Sure but they are all in a professional environment where they can far outspend there competitors and move on contracted players with absolute ease. We are in an environment where that’s not the case and coaching changes and pre-seasons are really your only two ways of overcoming your shortcomings.
I don’t want Kev gone for a second but I do expect a lot better than this. I can acknowledge that everything has gone wrong this year but the footy on display has been rank almost always. Shithouse defence, bog average fitness, clueless attack, poor selection of players at times. It’s not good enough. I think we probably have a bit to much money tied up in to few players personally. When you pay the money for the likes of Ezra, Walsh and Cobbo they have to be on consistently. I’d be cutting Selwyn loose and using that money to rebalance the side, get a quality halfback and improve the depth. Kobe is probably another one on my chopping block if he doesn’t pick up his act.
Not really true, it appears the NFL - far from being some sort of bastion of the robber baron culture - has actually had a salary cap scheme in place for nearly 30 years: currently around $255M per 53-man club roster. I had thought the top soccer leagues like the EPL, the Bundesliga, La Liga etc. were pretty much free-for-alls, but it appears they too will be implementing caps.
(BTW, did you see in the last minute or so of the linked vid, that fellow's spray on his head coach, from the sideline, in semi-public view ? Now Selwyn,
that's how to do it ...)
The thing is that even all that is no insurance against long droughts, there are several onetime NFL powerhouses that then went up to 30 years without further championship success; then too there's the case of Man U drifting back to the pack after Ferguson's departure (sound familiar?).
I guess the message for clubs like Melbourne and Penrith is to appreciate the present success because nothing lasts forever, as those same winds and currents of circumstance that delivered the right people through the door in the first place can also shuffle those cards again at any time without notice.
Back to the Red Hill ranch, it's as if an organization that started out as a footy club on a mission to win titles but had the attributes of a business, then started, sometime around Bennett's (first) departure in '08(?), to morph into a business with some of the attributes of a footy club. I wonder just where and on what the Board's attention has been principally devoted.
Well that's enough of my speculative rambling.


Exercise description -
Go through the entries below and copy every line that holds the word "ticks".

Raw data -
· · · ·
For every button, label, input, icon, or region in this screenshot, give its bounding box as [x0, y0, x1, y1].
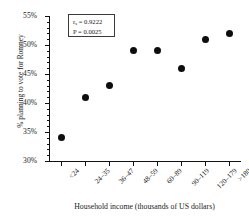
x-tick-major [61, 162, 62, 166]
y-tick-label: 30% [23, 157, 37, 165]
x-tick-label: >180 [236, 167, 249, 184]
data-point [58, 134, 65, 141]
y-tick-label: 50% [23, 41, 37, 49]
x-tick-major [205, 162, 206, 166]
x-tick-label: 120–179 [215, 167, 239, 191]
y-axis-tick-labels: 30%35%40%45%50%55% [0, 16, 44, 162]
x-tick-label: 48–59 [141, 167, 160, 186]
data-point [202, 36, 209, 43]
x-tick-major [229, 162, 230, 166]
y-tick-label: 55% [23, 12, 37, 20]
x-tick-major [85, 162, 86, 166]
data-point [178, 65, 185, 72]
p-value-statistic: P = 0.0025 [73, 27, 114, 36]
x-tick-label: 36–47 [117, 167, 136, 186]
data-point [82, 94, 89, 101]
stat-value: = 0.9222 [77, 18, 102, 25]
correlation-statistic: rs = 0.9222 [73, 17, 114, 27]
x-tick-label: 90–119 [190, 167, 211, 188]
x-tick-major [157, 162, 158, 166]
x-tick-label: <24 [67, 167, 81, 181]
data-point [154, 47, 161, 54]
y-tick-label: 40% [23, 99, 37, 107]
y-tick-label: 35% [23, 128, 37, 136]
x-axis-title: Household income (thousands of US dollar… [40, 202, 249, 212]
stat-subscript: s [75, 21, 77, 26]
y-tick-label: 45% [23, 70, 37, 78]
x-tick-major [181, 162, 182, 166]
plot-area [49, 16, 241, 161]
x-axis-tick-labels: <2424–3536–4748–5960–8990–119120–179>180 [49, 167, 241, 197]
x-tick-major [133, 162, 134, 166]
x-tick-label: 60–89 [165, 167, 184, 186]
x-tick-label: 24–35 [93, 167, 112, 186]
data-point [106, 82, 113, 89]
data-point [226, 30, 233, 37]
statistics-annotation-box: rs = 0.9222 P = 0.0025 [68, 14, 115, 37]
x-tick-major [109, 162, 110, 166]
data-point [130, 47, 137, 54]
scatter-plot-figure: % planning to vote for Romney 30%35%40%4… [0, 0, 249, 222]
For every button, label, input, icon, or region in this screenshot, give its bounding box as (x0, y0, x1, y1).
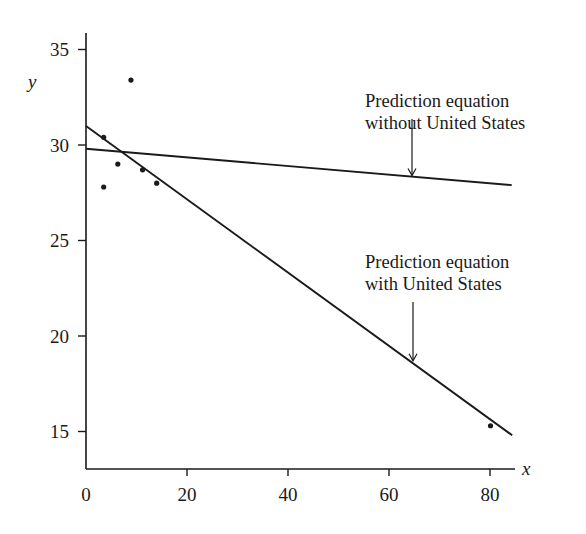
x-tick-label: 40 (279, 484, 298, 505)
scatter-plot: 1520253035 020406080 y x Prediction equa… (0, 0, 586, 534)
y-ticks: 1520253035 (50, 39, 86, 442)
data-point (101, 135, 106, 140)
y-axis-label: y (26, 71, 37, 92)
y-tick-label: 15 (50, 421, 69, 442)
annotation-text: Prediction equation (365, 91, 509, 111)
annotation-without-united-states: Prediction equationwithout United States (365, 91, 525, 175)
y-tick-label: 20 (50, 326, 69, 347)
data-point (154, 181, 159, 186)
x-tick-label: 0 (81, 484, 91, 505)
data-point (101, 184, 106, 189)
data-point (128, 77, 133, 82)
annotation-text: with United States (365, 274, 502, 294)
x-axis-label: x (521, 458, 531, 479)
data-point (488, 423, 493, 428)
x-tick-label: 60 (380, 484, 399, 505)
annotation-text: Prediction equation (365, 252, 509, 272)
x-tick-label: 20 (178, 484, 197, 505)
y-tick-label: 30 (50, 135, 69, 156)
annotation-text: without United States (365, 113, 525, 133)
x-tick-label: 80 (481, 484, 500, 505)
x-ticks: 020406080 (81, 469, 499, 505)
data-point (140, 167, 145, 172)
annotations: Prediction equationwithout United States… (365, 91, 525, 361)
line-without-united-states (86, 149, 512, 185)
data-point (115, 162, 120, 167)
y-tick-label: 35 (50, 39, 69, 60)
y-tick-label: 25 (50, 230, 69, 251)
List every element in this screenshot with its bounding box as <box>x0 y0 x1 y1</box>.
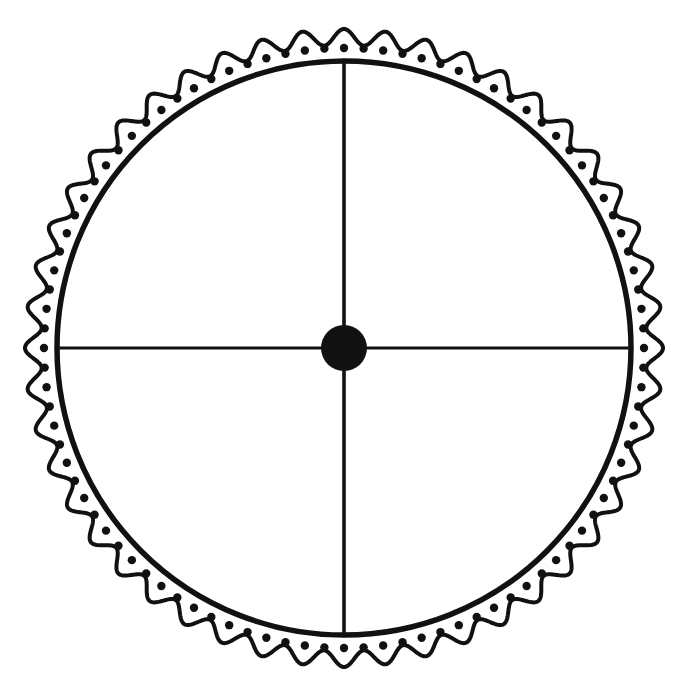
rim-dot <box>617 459 625 467</box>
rim-dot <box>173 593 181 601</box>
rim-dot <box>340 44 348 52</box>
rim-dot <box>490 604 498 612</box>
rim-dot <box>90 177 98 185</box>
rim-dot <box>600 494 608 502</box>
rim-dot <box>157 582 165 590</box>
rim-dot <box>46 285 54 293</box>
rim-dot <box>80 494 88 502</box>
rim-dot <box>506 94 514 102</box>
rim-dot <box>281 638 289 646</box>
rim-dot <box>40 324 48 332</box>
rim-dot <box>63 229 71 237</box>
rim-dot <box>639 324 647 332</box>
rim-dot <box>552 132 560 140</box>
rim-dot <box>359 44 367 52</box>
wheel-canvas <box>0 0 695 692</box>
rim-dot <box>634 402 642 410</box>
rim-dot <box>63 459 71 467</box>
rim-dot <box>42 383 50 391</box>
rim-dot <box>320 44 328 52</box>
rim-dot <box>225 67 233 75</box>
rim-dot <box>640 344 648 352</box>
rim-dot <box>262 54 270 62</box>
rim-dot <box>472 75 480 83</box>
rim-dot <box>578 526 586 534</box>
rim-dot <box>359 643 367 651</box>
rim-dot <box>50 421 58 429</box>
rim-dot <box>522 582 530 590</box>
rim-dot <box>617 229 625 237</box>
rim-dot <box>128 556 136 564</box>
rim-dot <box>114 542 122 550</box>
rim-dot <box>243 60 251 68</box>
rim-dot <box>436 628 444 636</box>
rim-dot <box>46 402 54 410</box>
rim-dot <box>340 644 348 652</box>
rim-dot <box>630 421 638 429</box>
rim-dot <box>565 146 573 154</box>
rim-dot <box>56 440 64 448</box>
rim-dot <box>578 161 586 169</box>
rim-dot <box>262 634 270 642</box>
rim-dot <box>301 641 309 649</box>
rim-dot <box>71 211 79 219</box>
rim-dot <box>637 305 645 313</box>
rim-dot <box>142 118 150 126</box>
rim-dot <box>320 643 328 651</box>
rim-dot <box>102 526 110 534</box>
rim-dot <box>379 641 387 649</box>
rim-dot <box>398 50 406 58</box>
center-hub <box>321 325 367 371</box>
rim-dot <box>522 106 530 114</box>
rim-dot <box>637 383 645 391</box>
rim-dot <box>42 305 50 313</box>
wheel-diagram <box>0 0 695 692</box>
rim-dot <box>207 75 215 83</box>
rim-dot <box>417 634 425 642</box>
rim-dot <box>589 510 597 518</box>
rim-dot <box>538 569 546 577</box>
rim-dot <box>281 50 289 58</box>
rim-dot <box>90 510 98 518</box>
rim-dot <box>417 54 425 62</box>
rim-dot <box>379 46 387 54</box>
rim-dot <box>102 161 110 169</box>
rim-dot <box>589 177 597 185</box>
rim-dot <box>634 285 642 293</box>
rim-dot <box>128 132 136 140</box>
rim-dot <box>142 569 150 577</box>
rim-dot <box>225 621 233 629</box>
rim-dot <box>552 556 560 564</box>
rim-dot <box>157 106 165 114</box>
rim-dot <box>190 84 198 92</box>
rim-dot <box>472 613 480 621</box>
rim-dot <box>114 146 122 154</box>
rim-dot <box>40 363 48 371</box>
rim-dot <box>609 211 617 219</box>
rim-dot <box>565 542 573 550</box>
rim-dot <box>436 60 444 68</box>
rim-dot <box>80 194 88 202</box>
rim-dot <box>538 118 546 126</box>
rim-dot <box>40 344 48 352</box>
rim-dot <box>455 67 463 75</box>
rim-dot <box>639 363 647 371</box>
rim-dot <box>600 194 608 202</box>
rim-dot <box>190 604 198 612</box>
rim-dot <box>56 247 64 255</box>
rim-dot <box>609 476 617 484</box>
rim-dot <box>506 593 514 601</box>
rim-dot <box>630 266 638 274</box>
rim-dot <box>173 94 181 102</box>
rim-dot <box>207 613 215 621</box>
rim-dot <box>624 440 632 448</box>
rim-dot <box>243 628 251 636</box>
rim-dot <box>455 621 463 629</box>
rim-dot <box>490 84 498 92</box>
rim-dot <box>71 476 79 484</box>
rim-dot <box>50 266 58 274</box>
rim-dot <box>398 638 406 646</box>
rim-dot <box>301 46 309 54</box>
rim-dot <box>624 247 632 255</box>
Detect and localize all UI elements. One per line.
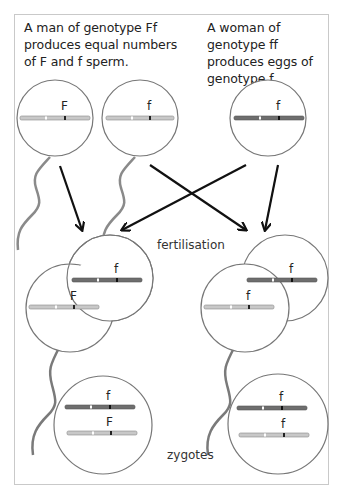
chromosome-light [20,116,90,120]
zygotes-label: zygotes [167,448,214,462]
fertilisation-arrows [60,165,278,230]
zygote-left: f F [54,376,152,474]
chromosome-dark [247,278,317,282]
sperm-F: F [17,80,93,250]
chromosome-dark [65,405,135,409]
chromosome-light [239,433,309,437]
arrow-icon [265,165,278,230]
sperm-tail-icon [18,157,50,250]
chromosome-dark [72,278,142,282]
chromosome-dark [237,406,307,410]
fertilisation-label: fertilisation [157,238,225,252]
allele-label: F [106,415,113,429]
chromosome-light [29,305,99,309]
sperm-f: f [102,80,178,252]
arrow-icon [122,165,246,230]
arrow-icon [150,165,246,230]
chromosome-dark [234,116,304,120]
allele-label: F [70,289,77,303]
allele-label: F [61,99,68,113]
chromosome-light [67,431,137,435]
zygote-right: f f [228,374,328,474]
arrow-icon [60,166,82,230]
egg-f: f [230,80,306,156]
chromosome-light [106,116,174,120]
chromosome-light [204,305,274,309]
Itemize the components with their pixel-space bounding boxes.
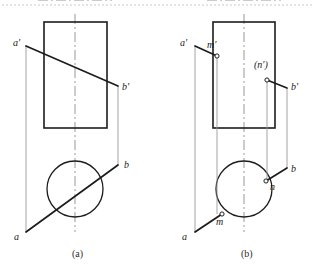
panel-a: [26, 0, 118, 232]
point-label-m: m: [216, 217, 223, 227]
caption-panel-b: (b): [241, 249, 253, 259]
drawing-root: a'b'ba a'm'(n')b'bnma (a) (b): [0, 0, 314, 269]
point-label-b: b: [291, 164, 296, 174]
point-label-b: b: [124, 160, 129, 170]
point-label-a-prime: a': [180, 38, 187, 48]
point-label-n-prime-hidden: (n'): [254, 60, 268, 70]
intersection-point-markers: [215, 54, 269, 216]
point-label-a-prime: a': [13, 38, 20, 48]
marker-n-prime: [265, 78, 269, 82]
marker-m-prime: [215, 54, 219, 58]
line-ab-top-projection: [26, 165, 118, 232]
point-label-a: a: [182, 232, 187, 242]
marker-n: [264, 179, 268, 183]
point-label-b-prime: b': [291, 82, 298, 92]
point-label-a: a: [14, 232, 19, 242]
technical-drawing-canvas: [0, 0, 314, 269]
segment-b-to-n: [266, 168, 287, 181]
caption-panel-a: (a): [72, 249, 83, 259]
segment-n-prime-to-b-prime: [267, 80, 287, 88]
panel-b: [195, 0, 287, 232]
line-ab-front-projection: [26, 46, 118, 86]
front-view-rectangle: [44, 22, 107, 128]
point-label-b-prime: b': [122, 82, 129, 92]
point-label-n: n: [270, 182, 275, 192]
point-label-m-prime: m': [207, 40, 216, 50]
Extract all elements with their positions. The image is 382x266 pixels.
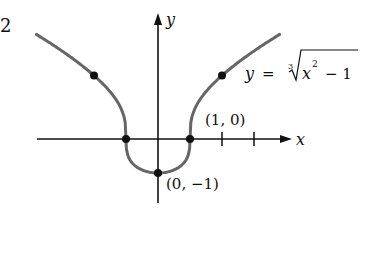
svg-text:− 1: − 1 (325, 65, 352, 83)
y-axis-arrow-icon (154, 13, 162, 25)
svg-text:y: y (244, 64, 255, 83)
function-label: y = 3 x 2 − 1 (244, 50, 358, 83)
point-marker (186, 135, 194, 143)
svg-text:x: x (302, 64, 311, 83)
svg-text:=: = (262, 65, 275, 83)
problem-number: 2 (0, 15, 11, 36)
x-axis-label: x (296, 130, 305, 149)
svg-text:2: 2 (312, 59, 318, 69)
point-label-0-neg1: (0, −1) (166, 175, 219, 193)
point-marker (90, 72, 98, 80)
point-marker (154, 169, 162, 177)
x-axis-arrow-icon (280, 135, 292, 143)
point-marker (122, 135, 130, 143)
point-label-1-0: (1, 0) (205, 111, 245, 129)
point-marker (218, 72, 226, 80)
function-graph: 2 x y (1, 0) (0, −1) y = 3 x 2 − 1 (0, 0, 382, 266)
y-axis-label: y (165, 10, 176, 29)
axes (37, 13, 292, 203)
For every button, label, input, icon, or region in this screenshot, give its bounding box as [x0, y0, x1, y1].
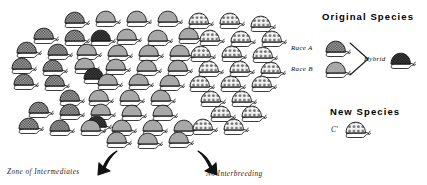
snail-checkered-light-icon — [323, 39, 351, 60]
snail-spotted-icon — [221, 117, 249, 138]
snail-checkered-light-icon — [11, 72, 39, 93]
no-interbreeding-label: No Interbreeding — [206, 170, 263, 178]
snail-spotted-icon — [343, 120, 371, 141]
new-species-heading: New Species — [330, 106, 400, 117]
snail-checkered-dark-icon — [388, 51, 416, 72]
original-species-heading: Original Species — [322, 11, 414, 22]
snail-plain-gray-icon — [78, 118, 106, 139]
snail-checkered-light-icon — [47, 118, 75, 139]
hybrid-label: Hybrid — [364, 55, 386, 63]
figure-canvas: Zone of Intermediates No Interbreeding O… — [0, 0, 427, 185]
snail-plain-gray-icon — [166, 130, 194, 151]
race-a-label: Race A — [291, 44, 313, 52]
snail-plain-gray-icon — [323, 60, 351, 81]
snail-plain-gray-icon — [104, 130, 132, 151]
snail-spotted-icon — [190, 117, 218, 138]
snail-checkered-light-icon — [16, 116, 44, 137]
snail-plain-gray-icon — [135, 131, 163, 152]
race-b-label: Race B — [291, 65, 313, 73]
new-species-symbol: C' — [331, 125, 338, 134]
black-pointer-arrow-icon — [97, 150, 119, 180]
zone-of-intermediates-label: Zone of Intermediates — [7, 168, 80, 176]
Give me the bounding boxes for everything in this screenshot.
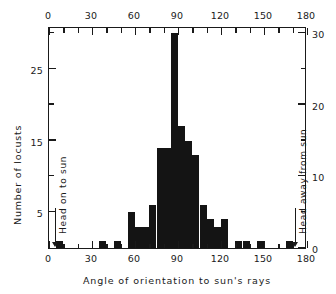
- histogram-bar: [178, 126, 185, 248]
- x-tick-label-top: 90: [171, 10, 184, 21]
- y-tick-label-right: 10: [312, 172, 325, 183]
- x-tick-label-top: 120: [211, 10, 230, 21]
- x-tick-minor-bottom: [106, 244, 107, 249]
- x-tick-label-top: 60: [128, 10, 141, 21]
- x-tick-minor-top: [121, 28, 122, 33]
- x-axis-title: Angle of orientation to sun's rays: [48, 275, 306, 286]
- histogram-bar: [214, 227, 221, 248]
- x-tick-minor-bottom: [63, 244, 64, 249]
- histogram-bars: [49, 28, 305, 248]
- x-tick-label-top: 0: [45, 10, 51, 21]
- x-tick-major-top: [264, 28, 265, 35]
- x-tick-major-bottom: [135, 241, 136, 248]
- y-tick-major-left: [49, 139, 56, 140]
- x-tick-minor-bottom: [121, 244, 122, 249]
- y-tick-label-left: 5: [22, 208, 43, 219]
- x-tick-minor-bottom: [207, 244, 208, 249]
- y-tick-major-left: [49, 68, 56, 69]
- x-tick-label-bottom: 90: [171, 253, 184, 264]
- histogram-bar: [185, 141, 192, 248]
- x-tick-label-top: 150: [254, 10, 273, 21]
- y-tick-major-right: [298, 32, 305, 33]
- x-tick-minor-top: [207, 28, 208, 33]
- x-tick-major-top: [135, 28, 136, 35]
- histogram-bar: [142, 227, 149, 248]
- x-tick-major-bottom: [49, 241, 50, 248]
- x-tick-label-bottom: 120: [211, 253, 230, 264]
- x-tick-major-bottom: [307, 241, 308, 248]
- x-tick-minor-bottom: [278, 244, 279, 249]
- x-tick-major-top: [92, 28, 93, 35]
- annotation-label: Head on to sun: [58, 156, 68, 234]
- x-tick-label-bottom: 0: [45, 253, 51, 264]
- x-tick-minor-bottom: [250, 244, 251, 249]
- histogram-bar: [171, 33, 178, 248]
- y-tick-minor-right: [301, 68, 306, 69]
- x-tick-minor-bottom: [192, 244, 193, 249]
- y-tick-label-right: 30: [312, 29, 325, 40]
- x-tick-minor-top: [63, 28, 64, 33]
- x-tick-major-top: [307, 28, 308, 35]
- histogram-bar: [257, 241, 264, 248]
- x-tick-minor-top: [164, 28, 165, 33]
- histogram-figure: Head on to sunHead away from sun 0030306…: [0, 0, 336, 294]
- y-tick-label-left: 15: [22, 136, 43, 147]
- y-tick-minor-left: [49, 103, 54, 104]
- plot-area: Head on to sunHead away from sun: [48, 27, 306, 249]
- x-tick-minor-top: [278, 28, 279, 33]
- y-tick-label-right: 0: [312, 244, 318, 255]
- x-tick-major-bottom: [221, 241, 222, 248]
- x-tick-major-bottom: [178, 241, 179, 248]
- x-tick-major-bottom: [92, 241, 93, 248]
- histogram-bar: [128, 212, 135, 248]
- histogram-bar: [164, 148, 171, 248]
- x-tick-label-bottom: 150: [254, 253, 273, 264]
- x-tick-minor-top: [250, 28, 251, 33]
- x-tick-minor-top: [235, 28, 236, 33]
- annotation-label: Head away from sun: [298, 129, 308, 234]
- y-tick-major-right: [298, 247, 305, 248]
- annotation-arrow-line: [295, 208, 296, 242]
- y-tick-label-right: 20: [312, 100, 325, 111]
- x-tick-minor-top: [78, 28, 79, 33]
- x-tick-minor-bottom: [78, 244, 79, 249]
- x-tick-minor-top: [106, 28, 107, 33]
- x-tick-minor-top: [192, 28, 193, 33]
- annotation-arrow-line: [55, 208, 56, 242]
- y-axis-title-left: Number of locusts: [12, 125, 23, 225]
- x-tick-major-top: [221, 28, 222, 35]
- x-tick-minor-top: [149, 28, 150, 33]
- x-tick-label-bottom: 60: [128, 253, 141, 264]
- histogram-bar: [200, 205, 207, 248]
- x-tick-major-top: [178, 28, 179, 35]
- histogram-bar: [149, 205, 156, 248]
- x-tick-minor-bottom: [149, 244, 150, 249]
- x-tick-minor-bottom: [164, 244, 165, 249]
- histogram-bar: [192, 155, 199, 248]
- histogram-bar: [157, 148, 164, 248]
- histogram-bar: [243, 241, 250, 248]
- annotation-arrow-head: [52, 242, 58, 247]
- histogram-bar: [114, 241, 121, 248]
- x-tick-minor-bottom: [235, 244, 236, 249]
- y-tick-label-left: 25: [22, 64, 43, 75]
- x-tick-label-top: 180: [297, 10, 316, 21]
- x-tick-minor-top: [293, 28, 294, 33]
- x-tick-label-top: 30: [85, 10, 98, 21]
- annotation-arrow-head: [292, 242, 298, 247]
- y-tick-minor-left: [49, 32, 54, 33]
- histogram-bar: [99, 241, 106, 248]
- y-tick-minor-left: [49, 175, 54, 176]
- x-tick-label-bottom: 30: [85, 253, 98, 264]
- x-tick-major-bottom: [264, 241, 265, 248]
- y-tick-major-right: [298, 103, 305, 104]
- x-tick-label-bottom: 180: [297, 253, 316, 264]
· · · ·
Solution for this problem -
y-ticks: 1520253035 (50, 39, 86, 442)
x-ticks: 020406080 (81, 469, 499, 505)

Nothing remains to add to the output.